The best guess is that Indiana is a 55 percent to 58 percent Republican state. It’s only a guess because there are legislative districts in which candidates run unopposed – another unfortunate consequence of gerrymandering – and this distorts the numbers.

That they come from districts cherry-picked for their comfort and convenience allows legislators, year after year after year, to ignore broad public mandates in favor of, for example, sensible gun laws or better school funding. Gerrymandering builds a firewall against public pressure for lawmakers and at the same time makes them more susceptible to the blandishments, enticements and pressures offered and exerted by special interests.

This, in turn, leads to the final and frustrating consequence of gerrymandering.

It creates a political culture in which amazing levels of arrogance can take root and flower.

Crafting hate-crimes legislation that addresses the problem of the increasing incidence of offenses motivated by bias without violating constitutional protections of freedom of conscience and speech will require effort. This likely will anger the most committed activists on both sides of the question, but there are plausible arguments to be made and reasonable concerns to be advanced both for and against hate-crimes laws.

For that reason, it is exactly the sort of public issue for full and open discussion.

But that’s exactly what Bray’s decision to keep the debate that matters locked behind closed caucus doors will deny us.

In doing so, Bray – an official elected, in theory, to serve the public – has decided to have other public officials determine what is in the public’s interest away from the public’s eyes and ears.

And, he’s doing it, again, because he can.

Gerrymandering allows him to get away with it.

There have been attempts in recent years to take the practice of drawing their own maps and thus selecting their own voters out of the hands of the state’s lawmakers. Because, though, such a reform must be approved by the legislators themselves, such efforts inevitably die.

In fact, all too often, they don’t even receive a vote in the legislative committee to which they have been assigned.

A committee chair from – you guessed it – a safely gerrymandered district just slips the redistricting reform bill into his pocket and offers a sly smile of contempt to the citizens’ howls of outrage.

Because he can.

Gerrymandering allows him to get away with it.

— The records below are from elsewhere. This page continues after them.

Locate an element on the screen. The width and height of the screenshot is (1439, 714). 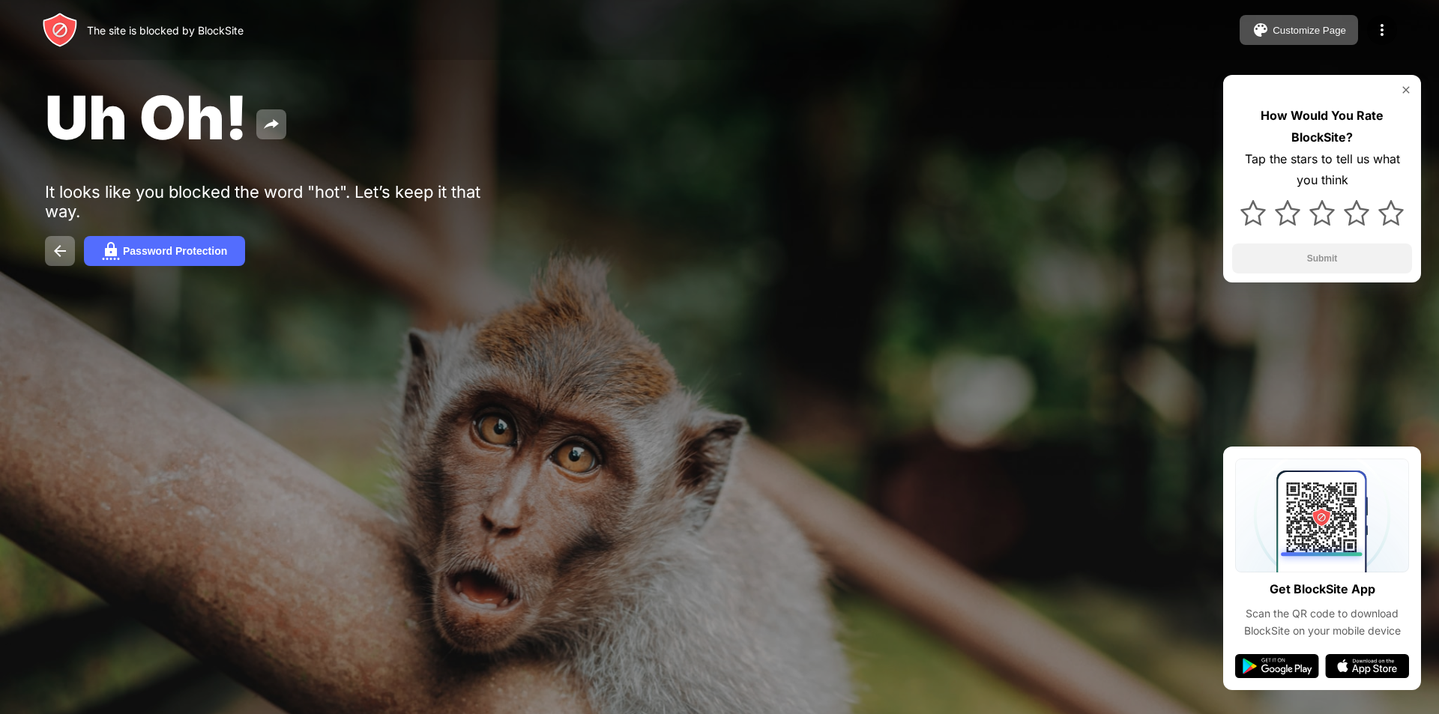
img: back.svg is located at coordinates (60, 251).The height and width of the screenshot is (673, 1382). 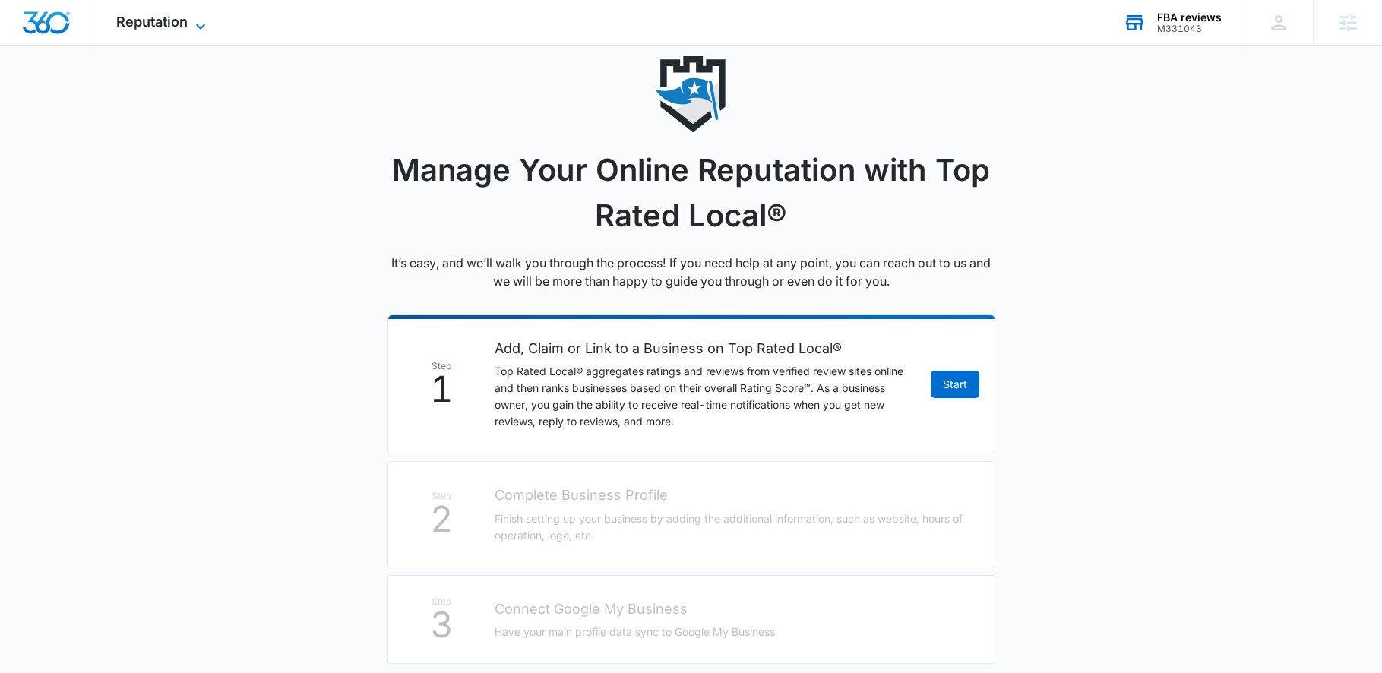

Our state has some genuine and significant challenges to meet. Crafting an effective and sensible hate-crimes law is only one of them, but, in this case, it’s symptomatic. So long as we have a political system and culture in place that rewards legislators for ignoring public concerns rather than addressing them, we’re not likely to make the progress we should.

As Rodric Bray’s decision to bottle up hate-crimes bills in caucus demonstrates, our lawmakers will continue to do public business in secret and act as if we work for them rather than the other way around without thinking twice about it.

Because they can.

Gerrymandering allows them to get away with it.

FOOTNOTE: John Krull is director of Franklin College’s Pulliam School of Journalism, host of “No Limits” WFYI 90.1 Indianapolis and publisher of TheStatehouseFile.com, a news website powered by Franklin College journalism students.